The Manual on Earth: technological implementations

Mainframe and desktop implementations of the Manual began to become available as soon as the machines themselves started to become widespread. In HW, Dairine discovers that her family's new computer is one of these. A covert section of the New York Public Library's catalog database, CATNYP, is another.

Straightforward laptop implementations of the Manual (unlike Spot, who started out as a desktop but has been upgraded several times) are now readily available, finally having come out of beta. (The Mac versions came out first. Let's not discuss the abandoned quadruple-beta of Vista; matters seem to have settled somewhat with the release of Windows 7, though some driver issues linger.)

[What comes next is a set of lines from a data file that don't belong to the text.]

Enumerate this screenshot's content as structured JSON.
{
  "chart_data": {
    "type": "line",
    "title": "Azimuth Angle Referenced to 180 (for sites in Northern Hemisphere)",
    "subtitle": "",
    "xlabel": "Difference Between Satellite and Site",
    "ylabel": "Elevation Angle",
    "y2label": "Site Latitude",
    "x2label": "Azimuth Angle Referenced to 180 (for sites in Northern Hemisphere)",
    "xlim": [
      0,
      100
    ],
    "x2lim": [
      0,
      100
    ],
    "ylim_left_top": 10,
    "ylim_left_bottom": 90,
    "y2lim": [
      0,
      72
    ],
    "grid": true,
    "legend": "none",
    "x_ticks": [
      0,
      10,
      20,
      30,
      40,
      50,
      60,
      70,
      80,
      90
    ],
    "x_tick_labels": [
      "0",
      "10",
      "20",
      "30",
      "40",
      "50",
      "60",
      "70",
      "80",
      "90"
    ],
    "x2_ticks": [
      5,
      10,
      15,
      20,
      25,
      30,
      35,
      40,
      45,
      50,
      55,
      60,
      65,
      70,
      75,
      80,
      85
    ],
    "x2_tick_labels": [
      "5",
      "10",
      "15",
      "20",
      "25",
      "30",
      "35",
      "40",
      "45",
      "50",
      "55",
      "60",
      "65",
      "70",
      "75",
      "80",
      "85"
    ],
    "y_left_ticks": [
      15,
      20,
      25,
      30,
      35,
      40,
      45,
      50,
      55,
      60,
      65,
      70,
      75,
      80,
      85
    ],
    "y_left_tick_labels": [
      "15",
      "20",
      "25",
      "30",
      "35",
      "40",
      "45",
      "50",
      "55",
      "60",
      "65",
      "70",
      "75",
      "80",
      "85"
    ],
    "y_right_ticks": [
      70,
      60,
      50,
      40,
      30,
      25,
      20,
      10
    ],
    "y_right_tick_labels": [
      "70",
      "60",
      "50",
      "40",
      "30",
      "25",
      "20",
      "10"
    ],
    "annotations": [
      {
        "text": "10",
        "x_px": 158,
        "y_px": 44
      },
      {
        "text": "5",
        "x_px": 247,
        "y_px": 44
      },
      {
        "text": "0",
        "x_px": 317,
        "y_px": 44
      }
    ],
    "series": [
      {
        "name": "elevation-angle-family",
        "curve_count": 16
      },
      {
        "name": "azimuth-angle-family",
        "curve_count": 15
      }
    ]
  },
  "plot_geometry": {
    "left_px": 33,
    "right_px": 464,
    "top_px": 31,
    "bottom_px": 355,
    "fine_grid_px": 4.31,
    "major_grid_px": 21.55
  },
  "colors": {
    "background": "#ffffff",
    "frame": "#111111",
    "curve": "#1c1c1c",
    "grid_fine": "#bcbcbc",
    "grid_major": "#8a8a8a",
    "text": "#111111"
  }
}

Newer hardware-based implementations of the Manual include the wildly popular WizPod, and of course the new WizPad (even though app approvals remain quirky despite the intervention of the Powers that Be). An iPhone-based version continues in development, integration between the strictly wizardly functions and the many service providers continuing to present a challenge. 3G and 4G cellphone implementations are in various stages of beta release at the moment, the newly-rolled-out Android implementations proving surprisingly popular.

Manual-equivalents on other worlds

The ethical divide

Unbundled Manual functions ("spin-offs")

Spin-offs are more or less the reverse of plug-ins. A spin-off is a section of the Manual which has been "unbundled", ported into other media (usually electronic or telepathic), and made available to Speech-users who are not wizards. One example would be the Plane Gazetteer, which contains the Manual's excerpted real-time information on the location and orientation of various accessible alternate universes and dimensions, as well as more detailed information on the planets and habitable spaces contained within them. The "edition" contained in the spun-off version of the Gazetteer, however, is missing the information on such spaces' ethical constants and other paraphysical data. While it is wildly unlikely that a nonwizardly Speech-user could use that data to change the characteristics of a planet or space, the Powers That Be are apparently taking no chances.

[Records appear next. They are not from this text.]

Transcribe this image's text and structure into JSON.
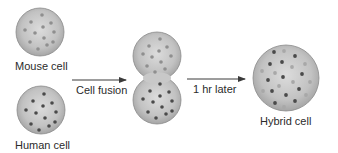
{
  "diagram": {
    "colors": {
      "background": "#ffffff",
      "cell_fill_light": "#d6d6d6",
      "cell_fill_dark": "#a8a8a8",
      "cell_stroke": "#8a8a8a",
      "mouse_marker": "#8f8f8f",
      "human_marker": "#4a4a4a",
      "arrow": "#3a3a3a",
      "text": "#2b2b2b"
    },
    "nodes": [
      {
        "id": "mouse",
        "label": "Mouse cell",
        "shape": "circle",
        "cx": 40,
        "cy": 32,
        "r": 24,
        "marker_type": "mouse"
      },
      {
        "id": "human",
        "label": "Human cell",
        "shape": "circle",
        "cx": 41,
        "cy": 110,
        "r": 24,
        "marker_type": "human"
      },
      {
        "id": "fused",
        "label": "",
        "shape": "double-circle",
        "top": {
          "cx": 157,
          "cy": 56,
          "r": 24,
          "marker_type": "mouse"
        },
        "bottom": {
          "cx": 157,
          "cy": 100,
          "r": 24,
          "marker_type": "human"
        }
      },
      {
        "id": "hybrid",
        "label": "Hybrid cell",
        "shape": "circle",
        "cx": 286,
        "cy": 78,
        "r": 33,
        "marker_type": "mixed"
      }
    ],
    "edges": [
      {
        "from": "mouse+human",
        "to": "fused",
        "label": "Cell fusion",
        "x1": 72,
        "x2": 126,
        "y": 80
      },
      {
        "from": "fused",
        "to": "hybrid",
        "label": "1 hr later",
        "x1": 187,
        "x2": 245,
        "y": 79
      }
    ],
    "labels": {
      "mouse": "Mouse cell",
      "human": "Human cell",
      "hybrid": "Hybrid cell",
      "edge1": "Cell fusion",
      "edge2": "1 hr later"
    }
  }
}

There is also a more limited type of spin-off, sometimes referred to as a "Secondary spin" or "double unbundle", in which the data in a spun-off resource like the Gazetteer, or some other portion of the Manual, is made available in a local or vernacular language, not the Speech. Typical of a secondary spin would be the English-language text precís describing the wizards about to come for a visit in WH that Dairine makes available for her dad to read.

Disposition

On a wizard's demise, if there exists a concrete version of the information -- like the book form of the Manual on Earth -- it normally vanishes. This is sometimes itself taken as evidence that the wizard in question has moved on to a different plane of existence...though, lacking other evidence, such a vanishing could possibly be misconstrued.